Crunchy Bottoms

Striking the caloric balance. Barely.

Monthly Archives: September 2012

Dario Cecchini – The Dante-reciting, Rock-star Butcher of Italy

One step into Antica Macelleria Cecchini and I’m already gaping.

It’s all marble, oaken butcher blocks, hanging meat hooks, crackling rolls of porchetta, links of aged salami suspended over platters of Tuscan bread, mounds of creamy lardo, and – behind the glass display – a staggering amount of meat, meat, meat.

This clearly is no ordinary butcher.

This macelleria (butcher shop) awes with its idyllic Italian charm, and I remain rooted in the doorway. I don’t quite care if I’m blocking the entrance because I’m having a moment here, where I’m processing that I’m standing where the shoes of people the likes of Jack Nicholson, Dustin Hoffman, Bruce Springsteen, and Jamie Oliver have tread.

I am, of course, rendered useless as I spy Dario Cecchini, famed owner of the macelleria, striding towards me. I don’t even have time to gasp.

“Vino?” he offers, a bottle in one hand already tipping the mouth towards an empty glass.

Startled, I shake my head sharply in slight panic, partly because I was aware of the time of the day (morning), and partly because I had already been acquainted with the potency of Chianti wine. “No, no. Grazie.”
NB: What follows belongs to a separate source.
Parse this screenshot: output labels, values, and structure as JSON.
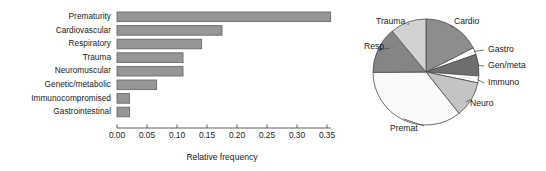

“No vino?!” is the incredulous reply, Dario’s voice booming within the small confines.

I cringe, feeling curious stares turn on me, and I offer a sheepish smile in return, “No.”

His eyes dart to the bottle of water I have in my hand, “No acqua! Si, si, vino!”

And he proceeds to pour a healthy amount of deep, dark liquid into the glass, piercing blue eyes fixing firmly on me till I finally take it.

Dario smirks as I sip the heady wine in embarrassment, and I make a quick mental note-to-self to never, ever decline a proffered invitation to wine – especially from an Italian, and especially if it’s Dario.

Dario Cecchini is the 5th generation owner of the Antica Macelleria Cecchini, a butcher shop in the humble Tuscan town of Panzano. His macelleria draws droves of tourists, all clambering for a taste of his quality meats, or just to see the man himself in his culinary Mecca. He is best known for holding a ‘funeral’ for the bistecca alla fiorentina (Florentine-style T-bone steak) in 2001, back during the mad cow scare when a ban was imposed on eating meat served on the bone. To serve the bistecca without its bone was sacrilege.

The name Dario goes beyond the person itself. It’s immediately clear that the bold strips of red and white paint on the shop’s façade, the bottles of olive oil and Chianti wine emblazoned with stickers of his side-profile, the jars of salts and marinades stamped with the name of his shop, are all Dario.

The man is a brand.

Standing next to me, he is decked out in a white long-sleeved shirt, with a bright red vest thrown over and a matching pair of red pants. He has a white ‘Antica Macelleria Cecchini’ apron on top of it all. In his left arm he cradles a bottle of wine in a straw basket, and it is with no small amount of amusement that I learnt that it is traditionally called a fiasco – probably attributed to the very merry-making the wine induces. I know that for a fact, because I am starting to feel a little too happy from my first sip of Chianti.